Andylusion
Platinum Member
The OP asks a great question.
Subsidies to energy companies and aerospace industries are not free, but our government thinks it is a good investment.
Building roads and bridges and water delivery systems and the world's most advanced satellite system ... isn't free, but it is certainly arguable that these investments - paid for with our tax dollars - are beneficial.
Making education accessible to all isn't free, but it is arguable that a well-educated, well-trained workforce is extremely beneficial to commerce.
I'm not arguing for or against the concept of making education affordable or free to all; I'm asking the OP to realize that all advanced nations - including the mature capitalist ones like the USA - make investments into a whole variety of things that are not free but are considered wise investments.
FDR's New Deal, by giving Ronald Reagan's father and older brother work and assistance when the Reagan's were dirt poor, helped to save the Reagan family. This is partly why Reagan was a staunch supporter of FDR as a young man, and why he later campaigned for Truman.
FDR thought that helping downtrodden people was an investment in human capital - a way of ensuring that otherwise valuable people weren't crushed by poverty. We'd hate to miss out on the next president or great scientist. Meaning: I think saving the Reagan family was a good investment.
But the OP doesn't see it that way. His news sources have trained him to see all those born poor or crushed by an economic meltdown as lazy parasites. He wants education to go only to those born wealthy enough to afford it, but he doesn't realize that we provide more subsidies to the owners of capital than we will ever provide to those born poor. We should pity the OP because his news sources only tell half the story.
There are not many subsidies for energy companies, unless you are talking so-called "green-energy" companies, and there we've seen many times how it is not wise, nor beneficial to the country.
As for aerospace industries, the big boon time for that was in the 1970s and prior, where subsidies made air transportation a luxury for only the rich. It wasn't until the deregulation of the 1980s, that suddenly the average person could buy an air ticket.
The building of some roads and bridges can be justified, but I can also claim many examples where it was not, and did not bring any beneficial result. Building stuff when there is a reason to build it, is one thing. Building stuff because you live in a "Field of Dreams" world where the motto of "if you build it, they will come', is more myth than reality.
FDR's New Deal may have given people money to do nothing, and to those specific people, the New Deal may have been a life saver... but that ignores the fact that many of the economy ruining policies of the New Deal, is what caused those people to be out of work, and desperately poor to begin with.
You can thank me for mending your broken leg, as long as you don't realize I broke your leg to begin with.

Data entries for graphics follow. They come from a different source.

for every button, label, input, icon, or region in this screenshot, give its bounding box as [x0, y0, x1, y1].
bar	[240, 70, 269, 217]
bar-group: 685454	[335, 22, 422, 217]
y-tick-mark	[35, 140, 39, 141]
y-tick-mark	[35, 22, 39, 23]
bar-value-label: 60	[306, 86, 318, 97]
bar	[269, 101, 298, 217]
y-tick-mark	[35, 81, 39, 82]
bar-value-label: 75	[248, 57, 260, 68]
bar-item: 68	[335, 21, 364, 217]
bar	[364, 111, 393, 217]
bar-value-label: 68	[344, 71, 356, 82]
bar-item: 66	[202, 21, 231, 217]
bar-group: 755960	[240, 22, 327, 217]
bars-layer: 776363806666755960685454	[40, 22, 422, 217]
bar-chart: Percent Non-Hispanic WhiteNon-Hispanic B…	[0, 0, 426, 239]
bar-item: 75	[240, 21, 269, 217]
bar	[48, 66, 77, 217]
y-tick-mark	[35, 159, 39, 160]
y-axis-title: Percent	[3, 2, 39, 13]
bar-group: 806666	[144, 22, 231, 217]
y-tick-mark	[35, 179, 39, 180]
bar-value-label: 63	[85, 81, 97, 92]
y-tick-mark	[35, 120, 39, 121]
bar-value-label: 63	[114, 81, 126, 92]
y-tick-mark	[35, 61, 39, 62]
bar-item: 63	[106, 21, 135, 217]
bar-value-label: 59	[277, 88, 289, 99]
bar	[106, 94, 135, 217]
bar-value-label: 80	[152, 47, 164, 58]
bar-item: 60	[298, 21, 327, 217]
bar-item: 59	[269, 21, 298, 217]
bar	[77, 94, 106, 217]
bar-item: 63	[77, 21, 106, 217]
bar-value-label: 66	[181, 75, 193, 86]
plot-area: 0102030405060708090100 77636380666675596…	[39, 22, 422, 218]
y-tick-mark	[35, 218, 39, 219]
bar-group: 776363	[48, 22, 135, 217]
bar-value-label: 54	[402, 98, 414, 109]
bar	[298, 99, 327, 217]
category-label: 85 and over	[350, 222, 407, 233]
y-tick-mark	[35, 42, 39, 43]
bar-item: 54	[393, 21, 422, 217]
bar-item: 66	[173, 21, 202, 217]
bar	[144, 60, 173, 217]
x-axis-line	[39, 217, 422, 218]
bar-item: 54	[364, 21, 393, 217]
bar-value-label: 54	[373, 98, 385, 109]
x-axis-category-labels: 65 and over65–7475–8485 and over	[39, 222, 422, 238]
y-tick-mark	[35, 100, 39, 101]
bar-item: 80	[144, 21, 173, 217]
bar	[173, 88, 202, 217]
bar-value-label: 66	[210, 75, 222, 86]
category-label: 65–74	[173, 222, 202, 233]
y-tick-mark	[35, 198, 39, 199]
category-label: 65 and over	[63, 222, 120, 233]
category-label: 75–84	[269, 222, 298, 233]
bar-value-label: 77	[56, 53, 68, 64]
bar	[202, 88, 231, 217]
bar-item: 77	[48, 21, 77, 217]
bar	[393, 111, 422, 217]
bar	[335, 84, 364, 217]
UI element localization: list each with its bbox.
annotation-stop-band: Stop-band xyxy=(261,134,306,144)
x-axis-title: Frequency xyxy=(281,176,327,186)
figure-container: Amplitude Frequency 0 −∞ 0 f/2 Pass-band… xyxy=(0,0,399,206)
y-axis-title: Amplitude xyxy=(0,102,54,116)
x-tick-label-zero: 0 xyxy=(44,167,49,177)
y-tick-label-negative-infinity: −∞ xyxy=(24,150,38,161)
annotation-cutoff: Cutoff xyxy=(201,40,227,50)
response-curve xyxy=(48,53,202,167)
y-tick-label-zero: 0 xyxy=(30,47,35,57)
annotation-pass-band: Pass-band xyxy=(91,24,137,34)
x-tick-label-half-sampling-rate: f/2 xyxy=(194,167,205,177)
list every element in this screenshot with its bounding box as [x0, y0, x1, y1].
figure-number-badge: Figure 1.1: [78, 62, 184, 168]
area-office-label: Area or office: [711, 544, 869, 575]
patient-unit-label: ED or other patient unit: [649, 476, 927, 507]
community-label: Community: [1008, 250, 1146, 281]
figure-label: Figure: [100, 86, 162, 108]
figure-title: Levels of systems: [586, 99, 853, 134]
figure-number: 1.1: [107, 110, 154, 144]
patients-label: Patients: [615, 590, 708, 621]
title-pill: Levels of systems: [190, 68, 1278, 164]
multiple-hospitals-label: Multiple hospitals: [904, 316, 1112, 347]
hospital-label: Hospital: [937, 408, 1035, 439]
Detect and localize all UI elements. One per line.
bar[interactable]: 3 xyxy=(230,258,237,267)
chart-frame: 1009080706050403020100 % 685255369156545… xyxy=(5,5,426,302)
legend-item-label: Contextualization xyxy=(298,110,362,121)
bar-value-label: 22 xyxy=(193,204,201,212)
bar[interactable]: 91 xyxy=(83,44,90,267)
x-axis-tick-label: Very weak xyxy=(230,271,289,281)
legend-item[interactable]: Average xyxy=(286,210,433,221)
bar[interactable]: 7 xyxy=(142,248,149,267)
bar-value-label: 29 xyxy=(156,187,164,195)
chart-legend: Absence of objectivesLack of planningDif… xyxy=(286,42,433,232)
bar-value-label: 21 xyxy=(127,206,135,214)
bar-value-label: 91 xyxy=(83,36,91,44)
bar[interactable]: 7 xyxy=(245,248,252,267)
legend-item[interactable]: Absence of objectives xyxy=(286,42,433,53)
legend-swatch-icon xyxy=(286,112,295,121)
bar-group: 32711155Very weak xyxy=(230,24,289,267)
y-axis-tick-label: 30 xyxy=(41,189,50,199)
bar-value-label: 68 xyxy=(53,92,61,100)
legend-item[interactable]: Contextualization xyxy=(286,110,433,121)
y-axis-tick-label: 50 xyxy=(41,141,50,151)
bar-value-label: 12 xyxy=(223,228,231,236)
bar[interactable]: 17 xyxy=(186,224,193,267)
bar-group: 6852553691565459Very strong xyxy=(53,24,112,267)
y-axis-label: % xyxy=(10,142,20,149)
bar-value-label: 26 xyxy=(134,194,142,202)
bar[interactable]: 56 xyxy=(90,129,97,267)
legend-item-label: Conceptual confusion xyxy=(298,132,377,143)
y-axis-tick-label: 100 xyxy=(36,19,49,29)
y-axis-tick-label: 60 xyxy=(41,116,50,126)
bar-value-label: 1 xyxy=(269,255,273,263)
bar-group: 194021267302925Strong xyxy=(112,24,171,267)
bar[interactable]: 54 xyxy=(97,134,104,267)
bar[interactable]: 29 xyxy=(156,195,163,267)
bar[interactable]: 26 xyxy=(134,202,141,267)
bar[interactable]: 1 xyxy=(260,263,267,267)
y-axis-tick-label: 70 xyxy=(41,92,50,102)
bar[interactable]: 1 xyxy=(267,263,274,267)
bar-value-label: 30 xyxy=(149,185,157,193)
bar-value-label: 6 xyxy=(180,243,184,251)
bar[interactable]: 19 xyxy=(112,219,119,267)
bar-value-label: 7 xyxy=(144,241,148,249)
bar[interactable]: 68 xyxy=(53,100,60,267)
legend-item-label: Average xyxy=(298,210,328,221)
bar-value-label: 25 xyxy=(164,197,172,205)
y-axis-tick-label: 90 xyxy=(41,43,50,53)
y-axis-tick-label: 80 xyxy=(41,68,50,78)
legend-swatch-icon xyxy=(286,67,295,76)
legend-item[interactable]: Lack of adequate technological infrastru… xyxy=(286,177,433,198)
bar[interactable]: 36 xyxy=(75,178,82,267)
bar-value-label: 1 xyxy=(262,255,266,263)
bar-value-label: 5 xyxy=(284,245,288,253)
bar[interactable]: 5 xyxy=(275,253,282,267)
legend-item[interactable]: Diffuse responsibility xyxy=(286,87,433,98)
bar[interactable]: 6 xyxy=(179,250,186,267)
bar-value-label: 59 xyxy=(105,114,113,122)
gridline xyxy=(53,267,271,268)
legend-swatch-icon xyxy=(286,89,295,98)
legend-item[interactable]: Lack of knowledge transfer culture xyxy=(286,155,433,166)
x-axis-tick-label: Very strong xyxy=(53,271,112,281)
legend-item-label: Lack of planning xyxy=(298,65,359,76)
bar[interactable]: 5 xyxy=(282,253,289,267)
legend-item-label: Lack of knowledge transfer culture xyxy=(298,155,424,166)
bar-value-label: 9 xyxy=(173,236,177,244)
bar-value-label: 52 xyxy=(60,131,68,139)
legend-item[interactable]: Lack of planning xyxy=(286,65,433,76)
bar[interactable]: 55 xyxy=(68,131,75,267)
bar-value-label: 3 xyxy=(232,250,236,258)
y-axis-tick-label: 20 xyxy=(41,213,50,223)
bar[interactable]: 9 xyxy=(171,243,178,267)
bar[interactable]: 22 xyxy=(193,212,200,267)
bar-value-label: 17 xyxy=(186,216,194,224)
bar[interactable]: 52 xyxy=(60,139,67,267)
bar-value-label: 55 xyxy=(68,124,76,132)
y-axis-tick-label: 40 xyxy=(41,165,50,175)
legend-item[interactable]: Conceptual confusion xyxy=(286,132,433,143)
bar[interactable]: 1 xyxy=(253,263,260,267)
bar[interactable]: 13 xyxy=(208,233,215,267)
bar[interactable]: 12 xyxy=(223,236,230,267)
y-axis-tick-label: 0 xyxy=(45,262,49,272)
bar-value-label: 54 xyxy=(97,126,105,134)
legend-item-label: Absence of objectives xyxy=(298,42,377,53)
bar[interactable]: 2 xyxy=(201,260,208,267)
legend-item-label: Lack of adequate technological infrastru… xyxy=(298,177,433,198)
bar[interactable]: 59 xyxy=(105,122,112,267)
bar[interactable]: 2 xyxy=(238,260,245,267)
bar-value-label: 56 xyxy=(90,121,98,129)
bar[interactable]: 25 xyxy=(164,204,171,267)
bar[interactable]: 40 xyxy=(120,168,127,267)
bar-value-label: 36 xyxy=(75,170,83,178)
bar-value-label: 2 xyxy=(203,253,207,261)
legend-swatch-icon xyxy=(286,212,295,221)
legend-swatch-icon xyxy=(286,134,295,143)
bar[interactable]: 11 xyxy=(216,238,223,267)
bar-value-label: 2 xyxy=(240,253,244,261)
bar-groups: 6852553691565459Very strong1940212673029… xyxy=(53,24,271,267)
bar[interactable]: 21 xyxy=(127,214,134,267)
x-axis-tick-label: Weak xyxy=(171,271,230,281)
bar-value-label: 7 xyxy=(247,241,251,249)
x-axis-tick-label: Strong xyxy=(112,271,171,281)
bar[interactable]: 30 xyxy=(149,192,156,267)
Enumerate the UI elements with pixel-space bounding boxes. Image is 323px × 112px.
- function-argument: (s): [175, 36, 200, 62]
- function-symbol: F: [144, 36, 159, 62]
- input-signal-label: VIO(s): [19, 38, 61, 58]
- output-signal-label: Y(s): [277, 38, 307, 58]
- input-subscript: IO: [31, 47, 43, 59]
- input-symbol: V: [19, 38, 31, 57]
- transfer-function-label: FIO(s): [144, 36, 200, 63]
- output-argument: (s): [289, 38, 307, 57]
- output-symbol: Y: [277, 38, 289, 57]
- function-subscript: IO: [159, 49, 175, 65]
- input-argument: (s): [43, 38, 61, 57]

See the problem with the logic of FDR helping the downtrodden, is that he didn't. FDR didn't help a single person... out of his own pocket. FDR helped 'the poor', by taking money out of the economy from other people. Those people who would have had money to hire someone, now didn't, because they paid FDRs high tax rates.
In the act of helping the poor, FDR created the poor. One specific example, was a push by government to prevent companies from lowering wages. During the previous down turns in the economy, wages dropped, allowing companies to hire many more people, because they cost less. However, since wages did not fall during the 1930s, due to government influence, the unemployed couldn't find work, and remained unemployed.
The point is.... the entire left-wing belief system is based on a myth. The myth is, someone else will pay the bill. But when the government pays the bill.... that's us. We're the government. The government gets money from us. Even if the government prints money, the increasing of the money supply causes inflation, which decreases the value of the money we have... which means they are still getting all their money from us, the public.
And there are consequences to this. Every dollar spent on giving people a free education, requires that a dollar plus overhead, must be taken from someplace else in the economy.
For example, people scream that wages have not kept up with productivity. Which is technically true, but that's because companies are spending more and more on taxes and benefits. If we saddle business with more taxes to pay for free education, where do you think companies are going to get that money? From lower wages to employees.
This is how it works.
Even if we pay for education from say, gambling and the lottery. Where do you think that money is going? Most student grants go to the more wealthy students. Most of the people who play the lottery are poor. In fact, evidence suggests that state lottery advertising is timed to fit with welfare and social security checks. ..... Why do you think that is?
I worked every day that I was in college. Didn't kill me. I don't think it's a bad idea.
In fact, those that work through college, do better than students who don't. That and those married, do better than those single.